While jazz pianist, composer and Grammy Award-winning arranger Bill Cunliffe continued to teach and arrange music with normal efficiency during the COVID pandemic, he says he was tapped out creatively. But Cunliffe says nothing rejuvenates a composer more than an imposing deadline, he was given one by Terell Stafford, Music Director of Jazz Studies of Temple University’s Boyer College of Music, and Robert Stroker, Boyer’s Dean and Vice Provost of the Arts.
The result was Cunliffe’s three-movement composition Rainforests, which celebrates the tropical mangroves and will be available on digitally September 8 via BCM+D Records. The piece was performed by the Temple University Studio Orchestra with Stafford, Dick Oatts, Tim Warfield, Bruce Barth, Mike Boone and Justin Faulkner, and conducted by José Luis Domínguez.
Rainforest is the first of three commissioned works to be released digitally by BCM+D. The others are Grammy-award winning pianist Billy Childs’ work Labyrinth and Temple’s ensemble player Banks Sapnar’s Red Braid. Cunliffe, Childs and Sapnar’s compositions were performed at Lincoln Center on April 14 and recorded the following day. Labyrinth and Red Braid will be released Winter 2024 and the three works will be released together, including Rainforest, on CD in April.
“For years, I’ve been intrigued by trees,” Cunliffe says. “Not only the trees in my neighborhood of Studio City, California, but the trees that keep us safe and healthy such as the tropical mangrove. Its tangle of roots allows the trees to handle the daily rise and fall of tides and slow the movement of tidal waters, causing sediments to build up the muddy bottom.”
Mangrove forests stabilize the coastline, reducing erosion from storm surges, currents, waves and tides, and the intricate root system makes these forests attractive to fish and other organisms seeking food and shelter from predators.
“The mangroves in the rainforests are truly the heart of our planet and help keep us alive,” Cunliffe says. “I’ve been thinking about them a lot, and the music of the tropics has always been a focus of mine, with the recordings I’ve done of Brazilian and Cuban music, samba and salsa.”
Instead of ruminating for periods of time over the musical material, the imposed deadline forced Cunliffe to accept the material immediately offered to him, like the strange child-like melodies that often appear to him after waking up from dreams.
“Rather than cast them aside,” Cunliffe says, “this time I wrote them down and, accepting the theory of Bill Dobbins, my former teacher at Eastman, that there is ‘no such thing as a bad idea,’ and started to work on carving these stones into sculptures of music I could be proud of.”
Cunliffe says having three great horn soloists (trumpeter Stafford, and saxophonists Oatts and Warfield), a great piano soloist (Barth) and a fabulous symphony orchestra directed by Domínguez, “one of our great conductors, meant I couldn’t go wrong.”
“The first movement of Rainforests starts with a large battery of percussion playing rainforest-like sounds in the style of a samba, the national dance of Brazil seen all year long,” Cunliffe says, “but especially during Mardi Gras, in the streets and barrios. The simple four-note melody is presented and twisted and turned by Tim Warfield in a variety of ways."
Cunliffe says movement two is a cross between a Mexican bolero and a Brazilian bossa, cast as a slow romantic movement. “The great Dick Oatts presents the theme as a series of descending thirds, then improvises for a while.” he adds. “The movement ends with a cadenza featuring rainforest sounds as before, with the soloists adding bird calls and other exotic sounds.”
The energetic street dance is the final movement, with added movements into meters of 5, 6 and 7, is stated by Stafford and echoed by the orchestra. “Hints of jazz big band figures lead into complex rhythmic figures you could get lost in like the rainforest!” Cunliffe says.
“A transitional passage built on a Brazilian drum rhythm leads into the final climax, a batucada-like street dance as I saw in Rio so many years ago but overlaid with jazz soloists and dissonant harmonies,” Cunliffe says.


● EXERCISE BRIEF
Print every line of the data word for word.

(Component data from apps and pages)
◆ ◆ ◆ ◆ ◆ ◆ ◆
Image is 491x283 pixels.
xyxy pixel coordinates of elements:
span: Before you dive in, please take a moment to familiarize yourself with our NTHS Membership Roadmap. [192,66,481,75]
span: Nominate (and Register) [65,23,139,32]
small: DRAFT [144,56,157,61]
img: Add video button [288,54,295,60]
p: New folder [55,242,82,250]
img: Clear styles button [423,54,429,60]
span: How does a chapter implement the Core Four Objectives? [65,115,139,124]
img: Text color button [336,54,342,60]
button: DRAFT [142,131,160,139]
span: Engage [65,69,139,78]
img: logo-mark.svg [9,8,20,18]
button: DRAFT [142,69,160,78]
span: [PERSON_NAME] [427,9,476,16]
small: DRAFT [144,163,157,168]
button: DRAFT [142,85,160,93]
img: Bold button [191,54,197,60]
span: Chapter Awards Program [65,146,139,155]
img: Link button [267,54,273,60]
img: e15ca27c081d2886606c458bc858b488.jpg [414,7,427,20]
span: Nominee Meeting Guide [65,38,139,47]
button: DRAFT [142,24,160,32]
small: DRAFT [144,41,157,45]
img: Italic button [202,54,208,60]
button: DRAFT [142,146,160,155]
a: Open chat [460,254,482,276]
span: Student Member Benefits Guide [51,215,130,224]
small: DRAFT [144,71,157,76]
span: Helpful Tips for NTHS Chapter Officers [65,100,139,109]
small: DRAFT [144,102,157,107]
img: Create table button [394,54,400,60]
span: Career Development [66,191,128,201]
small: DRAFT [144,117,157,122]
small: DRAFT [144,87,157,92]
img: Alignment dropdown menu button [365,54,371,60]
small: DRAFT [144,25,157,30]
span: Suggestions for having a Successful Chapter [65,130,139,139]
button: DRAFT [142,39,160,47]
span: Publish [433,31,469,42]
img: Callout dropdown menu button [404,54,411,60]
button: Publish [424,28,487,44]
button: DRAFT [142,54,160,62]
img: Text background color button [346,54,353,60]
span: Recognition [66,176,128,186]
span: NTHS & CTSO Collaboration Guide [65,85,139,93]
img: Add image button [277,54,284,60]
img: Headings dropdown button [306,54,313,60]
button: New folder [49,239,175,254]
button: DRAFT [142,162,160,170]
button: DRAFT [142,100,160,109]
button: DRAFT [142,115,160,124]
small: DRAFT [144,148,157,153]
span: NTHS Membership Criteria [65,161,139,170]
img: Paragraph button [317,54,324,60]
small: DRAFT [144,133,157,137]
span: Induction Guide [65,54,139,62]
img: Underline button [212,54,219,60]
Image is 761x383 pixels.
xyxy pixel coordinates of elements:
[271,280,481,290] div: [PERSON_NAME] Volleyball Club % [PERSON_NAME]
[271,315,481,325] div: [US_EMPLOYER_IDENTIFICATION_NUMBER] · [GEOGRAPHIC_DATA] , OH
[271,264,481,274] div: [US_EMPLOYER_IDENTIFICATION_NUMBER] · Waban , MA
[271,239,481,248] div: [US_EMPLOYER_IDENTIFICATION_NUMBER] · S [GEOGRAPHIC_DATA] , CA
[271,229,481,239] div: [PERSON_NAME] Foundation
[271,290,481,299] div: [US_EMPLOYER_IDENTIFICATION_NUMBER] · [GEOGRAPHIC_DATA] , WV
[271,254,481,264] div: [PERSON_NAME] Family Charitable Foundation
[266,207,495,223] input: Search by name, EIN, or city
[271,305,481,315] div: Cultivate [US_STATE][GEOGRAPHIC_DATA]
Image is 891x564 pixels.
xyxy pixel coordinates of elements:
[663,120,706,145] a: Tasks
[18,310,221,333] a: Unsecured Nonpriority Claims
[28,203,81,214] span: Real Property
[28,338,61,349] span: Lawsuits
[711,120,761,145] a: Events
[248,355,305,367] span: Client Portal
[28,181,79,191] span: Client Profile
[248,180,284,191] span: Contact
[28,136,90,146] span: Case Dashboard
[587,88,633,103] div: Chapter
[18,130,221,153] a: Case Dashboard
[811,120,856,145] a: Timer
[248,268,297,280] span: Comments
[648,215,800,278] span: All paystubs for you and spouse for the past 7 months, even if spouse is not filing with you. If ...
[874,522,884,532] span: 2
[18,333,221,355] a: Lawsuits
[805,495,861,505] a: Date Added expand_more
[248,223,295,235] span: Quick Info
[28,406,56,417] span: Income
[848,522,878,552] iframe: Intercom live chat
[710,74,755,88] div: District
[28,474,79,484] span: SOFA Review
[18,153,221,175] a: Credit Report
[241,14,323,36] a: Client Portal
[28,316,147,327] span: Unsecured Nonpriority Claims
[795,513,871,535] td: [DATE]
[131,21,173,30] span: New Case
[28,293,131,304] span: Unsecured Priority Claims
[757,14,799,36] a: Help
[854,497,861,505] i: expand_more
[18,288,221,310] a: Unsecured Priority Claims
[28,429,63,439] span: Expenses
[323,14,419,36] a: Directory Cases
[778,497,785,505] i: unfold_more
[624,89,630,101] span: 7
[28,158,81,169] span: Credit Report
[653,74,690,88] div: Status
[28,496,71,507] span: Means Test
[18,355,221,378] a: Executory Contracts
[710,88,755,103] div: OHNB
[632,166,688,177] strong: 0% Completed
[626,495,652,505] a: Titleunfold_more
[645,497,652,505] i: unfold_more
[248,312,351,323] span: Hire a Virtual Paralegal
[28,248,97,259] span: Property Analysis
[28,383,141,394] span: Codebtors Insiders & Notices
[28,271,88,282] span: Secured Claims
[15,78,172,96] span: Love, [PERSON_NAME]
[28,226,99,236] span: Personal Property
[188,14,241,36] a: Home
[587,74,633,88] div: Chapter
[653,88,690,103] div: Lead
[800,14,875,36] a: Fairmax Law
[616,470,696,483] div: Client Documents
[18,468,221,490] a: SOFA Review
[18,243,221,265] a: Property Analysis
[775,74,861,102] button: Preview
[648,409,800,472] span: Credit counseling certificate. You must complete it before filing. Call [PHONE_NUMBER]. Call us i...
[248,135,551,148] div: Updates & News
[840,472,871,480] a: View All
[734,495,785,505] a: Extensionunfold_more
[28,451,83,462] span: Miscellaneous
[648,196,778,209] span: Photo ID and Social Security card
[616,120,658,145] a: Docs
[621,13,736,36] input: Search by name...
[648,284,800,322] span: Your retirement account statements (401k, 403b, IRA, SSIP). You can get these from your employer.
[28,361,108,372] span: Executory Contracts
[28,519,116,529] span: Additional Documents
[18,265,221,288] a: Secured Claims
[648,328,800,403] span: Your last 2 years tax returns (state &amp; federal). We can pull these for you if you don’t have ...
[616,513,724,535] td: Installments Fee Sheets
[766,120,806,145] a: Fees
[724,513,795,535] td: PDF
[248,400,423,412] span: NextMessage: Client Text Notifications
◆ ◆ ◆ ◆ ◆ ◆ ◆
● RESULT OF THIS TASK
Image is 491x283 pixels.
xyxy pixel coordinates of elements:
span: Before you dive in, please take a moment to familiarize yourself with our NTHS Membership Roadmap. [192,66,481,75]
span: Nominate (and Register) [65,23,139,32]
small: DRAFT [144,56,157,61]
img: Add video button [288,54,295,60]
p: New folder [55,242,82,250]
img: Clear styles button [423,54,429,60]
span: How does a chapter implement the Core Four Objectives? [65,115,139,124]
img: Text color button [336,54,342,60]
button: DRAFT [142,131,160,139]
span: Engage [65,69,139,78]
img: logo-mark.svg [9,8,20,18]
button: DRAFT [142,69,160,78]
span: [PERSON_NAME] [427,9,476,16]
small: DRAFT [144,163,157,168]
button: DRAFT [142,85,160,93]
img: Bold button [191,54,197,60]
span: Chapter Awards Program [65,146,139,155]
img: Link button [267,54,273,60]
img: e15ca27c081d2886606c458bc858b488.jpg [414,7,427,20]
span: Nominee Meeting Guide [65,38,139,47]
button: DRAFT [142,24,160,32]
small: DRAFT [144,41,157,45]
img: Italic button [202,54,208,60]
button: DRAFT [142,146,160,155]
a: Open chat [460,254,482,276]
span: Student Member Benefits Guide [51,215,130,224]
small: DRAFT [144,71,157,76]
span: Helpful Tips for NTHS Chapter Officers [65,100,139,109]
small: DRAFT [144,102,157,107]
img: Create table button [394,54,400,60]
span: Career Development [66,191,128,201]
small: DRAFT [144,117,157,122]
small: DRAFT [144,87,157,92]
img: Alignment dropdown menu button [365,54,371,60]
small: DRAFT [144,25,157,30]
span: Suggestions for having a Successful Chapter [65,130,139,139]
button: DRAFT [142,39,160,47]
span: Publish [433,31,469,42]
img: Callout dropdown menu button [404,54,411,60]
button: Publish [424,28,487,44]
button: DRAFT [142,54,160,62]
img: Text background color button [346,54,353,60]
span: Recognition [66,176,128,186]
span: NTHS & CTSO Collaboration Guide [65,85,139,93]
img: Add image button [277,54,284,60]
img: Headings dropdown button [306,54,313,60]
button: New folder [49,239,175,254]
button: DRAFT [142,162,160,170]
button: DRAFT [142,100,160,109]
button: DRAFT [142,115,160,124]
small: DRAFT [144,148,157,153]
span: NTHS Membership Criteria [65,161,139,170]
img: Paragraph button [317,54,324,60]
small: DRAFT [144,133,157,137]
span: Induction Guide [65,54,139,62]
img: Underline button [212,54,219,60]
Image is 761x383 pixels.
xyxy pixel coordinates of elements:
[271,280,481,290] div: [PERSON_NAME] Volleyball Club % [PERSON_NAME]
[271,315,481,325] div: [US_EMPLOYER_IDENTIFICATION_NUMBER] · [GEOGRAPHIC_DATA] , OH
[271,264,481,274] div: [US_EMPLOYER_IDENTIFICATION_NUMBER] · Waban , MA
[271,239,481,248] div: [US_EMPLOYER_IDENTIFICATION_NUMBER] · S [GEOGRAPHIC_DATA] , CA
[271,229,481,239] div: [PERSON_NAME] Foundation
[271,290,481,299] div: [US_EMPLOYER_IDENTIFICATION_NUMBER] · [GEOGRAPHIC_DATA] , WV
[271,254,481,264] div: [PERSON_NAME] Family Charitable Foundation
[266,207,495,223] input: Search by name, EIN, or city
[271,305,481,315] div: Cultivate [US_STATE][GEOGRAPHIC_DATA]
Image is 891x564 pixels.
xyxy pixel coordinates of elements:
[663,120,706,145] a: Tasks
[18,310,221,333] a: Unsecured Nonpriority Claims
[28,203,81,214] span: Real Property
[28,338,61,349] span: Lawsuits
[711,120,761,145] a: Events
[248,355,305,367] span: Client Portal
[28,181,79,191] span: Client Profile
[248,180,284,191] span: Contact
[28,136,90,146] span: Case Dashboard
[587,88,633,103] div: Chapter
[18,130,221,153] a: Case Dashboard
[811,120,856,145] a: Timer
[248,268,297,280] span: Comments
[648,215,800,278] span: All paystubs for you and spouse for the past 7 months, even if spouse is not filing with you. If ...
[874,522,884,532] span: 2
[18,333,221,355] a: Lawsuits
[805,495,861,505] a: Date Added expand_more
[248,223,295,235] span: Quick Info
[28,406,56,417] span: Income
[848,522,878,552] iframe: Intercom live chat
[710,74,755,88] div: District
[28,474,79,484] span: SOFA Review
[18,153,221,175] a: Credit Report
[241,14,323,36] a: Client Portal
[28,316,147,327] span: Unsecured Nonpriority Claims
[795,513,871,535] td: [DATE]
[131,21,173,30] span: New Case
[28,293,131,304] span: Unsecured Priority Claims
[757,14,799,36] a: Help
[854,497,861,505] i: expand_more
[18,288,221,310] a: Unsecured Priority Claims
[28,429,63,439] span: Expenses
[323,14,419,36] a: Directory Cases
[778,497,785,505] i: unfold_more
[624,89,630,101] span: 7
[28,158,81,169] span: Credit Report
[653,74,690,88] div: Status
[28,496,71,507] span: Means Test
[18,355,221,378] a: Executory Contracts
[710,88,755,103] div: OHNB
[632,166,688,177] strong: 0% Completed
[626,495,652,505] a: Titleunfold_more
[645,497,652,505] i: unfold_more
[248,312,351,323] span: Hire a Virtual Paralegal
[28,248,97,259] span: Property Analysis
[28,383,141,394] span: Codebtors Insiders & Notices
[28,271,88,282] span: Secured Claims
[15,78,172,96] span: Love, [PERSON_NAME]
[28,226,99,236] span: Personal Property
[188,14,241,36] a: Home
[587,74,633,88] div: Chapter
[653,88,690,103] div: Lead
[800,14,875,36] a: Fairmax Law
[616,470,696,483] div: Client Documents
[18,468,221,490] a: SOFA Review
[18,243,221,265] a: Property Analysis
[775,74,861,102] button: Preview
[648,409,800,472] span: Credit counseling certificate. You must complete it before filing. Call [PHONE_NUMBER]. Call us i...
[248,135,551,148] div: Updates & News
[840,472,871,480] a: View All
[734,495,785,505] a: Extensionunfold_more
[28,451,83,462] span: Miscellaneous
[648,196,778,209] span: Photo ID and Social Security card
[616,120,658,145] a: Docs
[621,13,736,36] input: Search by name...
[648,284,800,322] span: Your retirement account statements (401k, 403b, IRA, SSIP). You can get these from your employer.
[28,361,108,372] span: Executory Contracts
[28,519,116,529] span: Additional Documents
[18,265,221,288] a: Secured Claims
[648,328,800,403] span: Your last 2 years tax returns (state &amp; federal). We can pull these for you if you don’t have ...
[616,513,724,535] td: Installments Fee Sheets
[766,120,806,145] a: Fees
[724,513,795,535] td: PDF
[248,400,423,412] span: NextMessage: Client Text Notifications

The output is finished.